Monday, March 2, 2009

Swinging Doors Have Swung Shut!

Many sales managers will tell their sales reps that they can make a great living and hit bonus numbers by swinging 25 doors per day?  That is sooooooo...   2008.  

Ten years ago, companies began to flood their markets with feet on the street.  Outside sales reps with assigned geographic territories was the preferred method of acquiring and maintaining a customer base.  Problem is, EV-ER-Y BOD-Y did it.  Soon companies had large sales forces raking in six figure salaries while maintaining current customer bases.  

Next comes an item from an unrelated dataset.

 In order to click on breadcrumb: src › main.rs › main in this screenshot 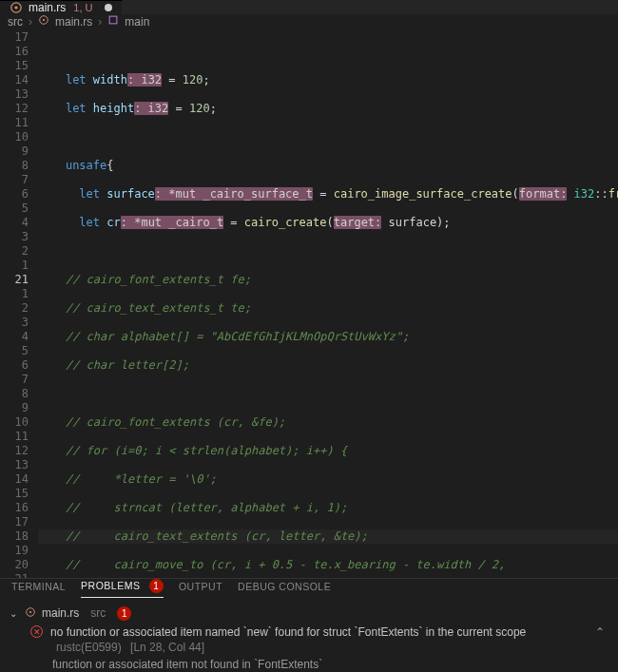, I will do `click(309, 21)`.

Then 3-5 years ago, those same companies decided to get their money's worth out of their sales reps.  So, they upped the pressure and shrunk their sales force.  Along with it came a new focus on new customer acquisition.  This forced the outside sales rep to play "bump and run" coverage with their clients and ignore those proven retention based practices they were so good at just a few years earlier.  

With this new shift in management, sales tactics, and salesmanship styles... customers began to feel slighted.  They haven't been able to get their calls answered.  After repetitively being treated like a cash cow rather than being made to feel valued for their commitment and loyalty, customers have begun to strike back.  Each day, the trust level between potential customers and sales reps is being depleted.  That 25 doors per day mark is now 35 doors that a sales rep needs to swing before finding an interested prospect.  Sales reps that were once welcomed with open arms carrying in baskets of bagels, are now ushered out with the same disregard and disgust of a mother receiving a call from their favorite telemarketer as she tiredly sits down with her family for a home cooked meal.  Ad in the current economic pressures and past experiences of those potential customers, the field of play will continue to get tougher.

I'll share some ideas on how outside sales reps should dial into this new perception in 2009 as we go through the week.  Or, maybe I should say,  in the spring of 2009.  Because we all know, it could change by fall.